Thursday, January 28, 2010

Debt to Pleasure, by John Lanchester

This book was suggested to me by a friend, and something that she said when she described it has stuck in my mind: she said it's a great book to recommend.  Everybody she gives it to likes it.  It's very smart, very fun, very easy to read - people who read Debt to Pleasure will think, "Ah, my friend is good at recommending books."

The critics do not stint with their praise: they call it dazzling, a tour de force, seductive, diverting, gorgeous, elegant, fun, flawless.  If you read between the lines of all this praise, the book's central problem becomes apparent: for all its many, many virtues it's not transformative.  It won't change literature, and it won't change your outlook on life.  And the thing is, Debt to Pleasure is such a good book that it's really a shame it isn't a great book.  Or maybe I should say: it's great, but it's not Great.

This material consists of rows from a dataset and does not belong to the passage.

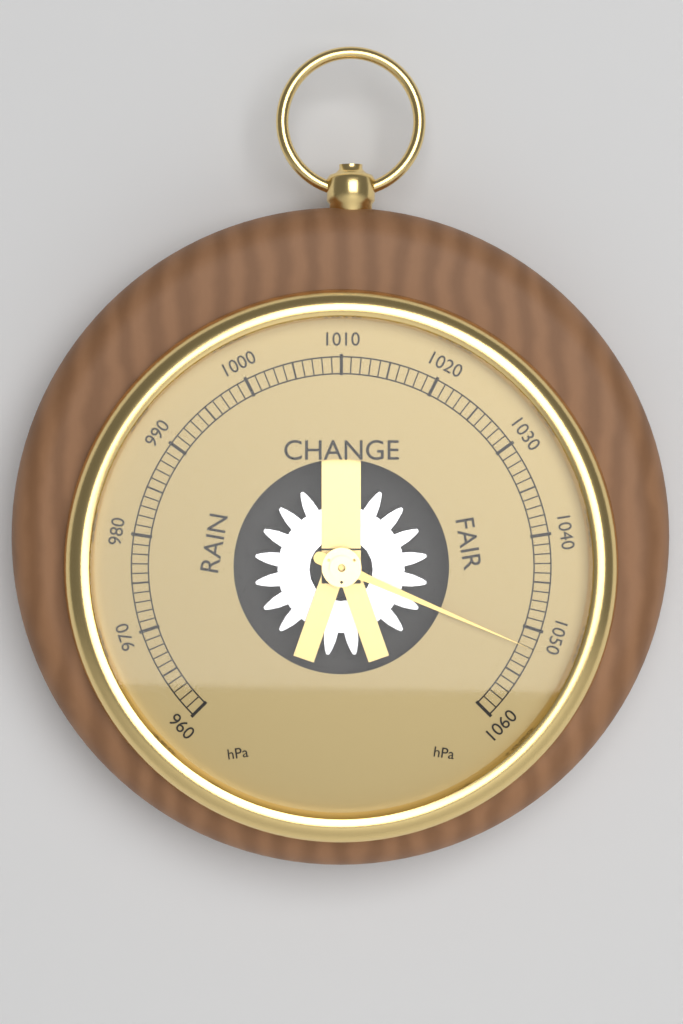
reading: 1052 hPa
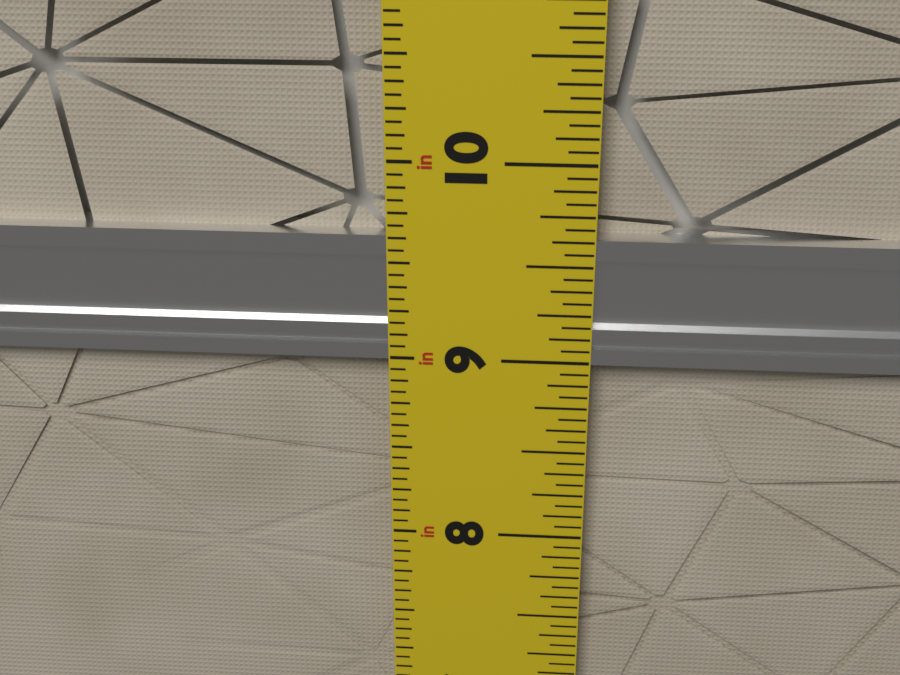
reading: 9.6250 in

The blurb from The New Yorker on the back cover of the book reads: "Lanchester has written a novel masquerading as an essay masquerading as a cookbook, and it somehow manages to combine the virtues of all three."  The best thing about this summary is that it hints at how marvelous Debt to Pleasure is without giving away any spoilers.  Debt to Pleasure has a doozy of a twist at the end - the kind of twist that, once you've read it, makes it kind of hard to talk about the plot without giving something away.

It really is ridiculously clever.  I know when I first picked it up, I double checked two or three times to make sure I was reading a novel, not a memoir, and when I gave it to my mom (she loved it, of course) she asked me, about halfway through, if she was reading an autobiography.  The narrator's voice is that convincing.

I would happily buy a few dozen copies of Debt to Pleasure and hand them out to all my friends, but it's not a book that means something to me.  I heartily recommend it.  You will love it.  You will probably find yourself recommending it to others.  In that sense, Debt to Pleasure is kind of like a communicable disease.

But I wonder what I'll think about it five years from now, or if I'll think of it at all.  And I say that honestly: I wonder.  Apparently when Tristram Shandy was first published a lot of people thought it was too silly to stand the test of time.  It's true that Tristram Shandy is silly, but it's still being read, what, 250 years after its initial date of publication?  And for good reason.  So who knows.